I can recall envying the free spirits I saw around me, particularly on campus, those long-haired kids who seemed at the time to be about the future. I went through the same thing down in the Village, but however much I wanted to grow my hair long, my first two years at a Christian Brothers high school, with its strict rules about everything, made that impossible (and at any rate, in the summers when I tried to let my hair grow out, my usually
taciturn father would take me over to Broadway to get a trim—“You don’t want to look like a marica, do you?” I recall him saying).
But I still pined away for that freedom. My idols, if I had any aside from the guys who wrote and drew the comic books I still read, were those icons of the British Invasion, from the Beatles to the Rolling Stones, along with some very odd ones thrown in, like the girlish California band the Hullabaloos, whose records I must have listened to a thousand times over, along with those of Manfred Mann, on countless afternoons at Richard’s place downtown on West End Avenue, where the experience was heightened by the occasional drink or, if Tommy was around, by the offering of a joint to smoke. (But I had to be very cool whenever I’d come home.) Since I really had so little identity of my own—except as this “son of cubanos” who had once been sick and didn’t much identify with Latin culture in general, for when I’d hear any Spanish songs, they always sounded passé and locked in some perpetual, unchanging past, and I didn’t even consider my Spanish anything I should try to improve upon—I spent those years trying to become anything else but what I should have been, Oscar Hijuelos.
While at Hayes, on those mornings when I’d leave my job without a prayer of making all the connections on time to the Bronx, I was often late coming to classes and spent most afternoons in detention.
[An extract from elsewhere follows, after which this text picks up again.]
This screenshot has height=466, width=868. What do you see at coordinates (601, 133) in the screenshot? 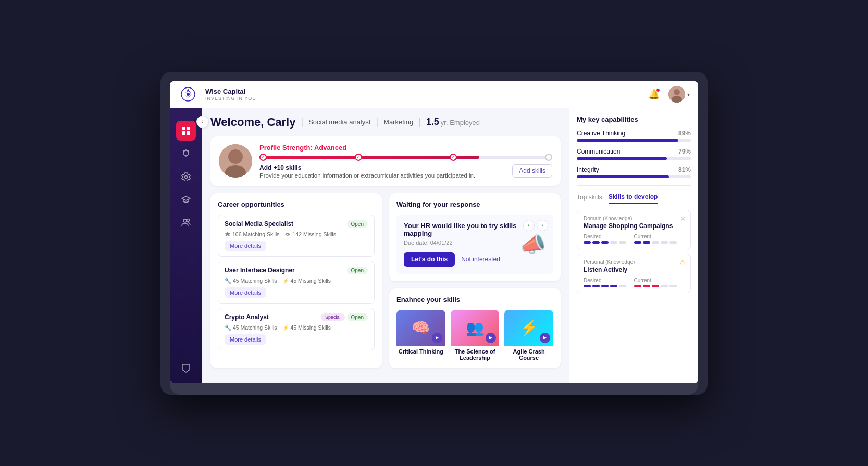
I see `cap-name: Creative Thinking` at bounding box center [601, 133].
Altogether, it was the kind of school where the teachers, if they thought you were smirking or expressing a less than reverent attitude in class, made you pay for it. Getting slapped, being rapped in the knuckles with a ruler, or having someone squeezing the back of your neck with all his strength until you would finally say, “Yes, sir”—or worse, teachers who were known to take smart-ass kids into the gym and have it out with them in boxing matches—became a part of the daily experience. A good number of those Christian brothers seemed so certifiably gay and effeminate as to become the brunt of jokes, but most were pretty tough Irish guys who, coming up the hard way but taking the righteous path earlier in their lives, would brook no disrespect. If you as much as missed a homework assignment, you were sent into detention for a week and saddled with even more work than you could have dreamed up. I say this fondly because Hayes was good for someone like me, whose attention easily wandered.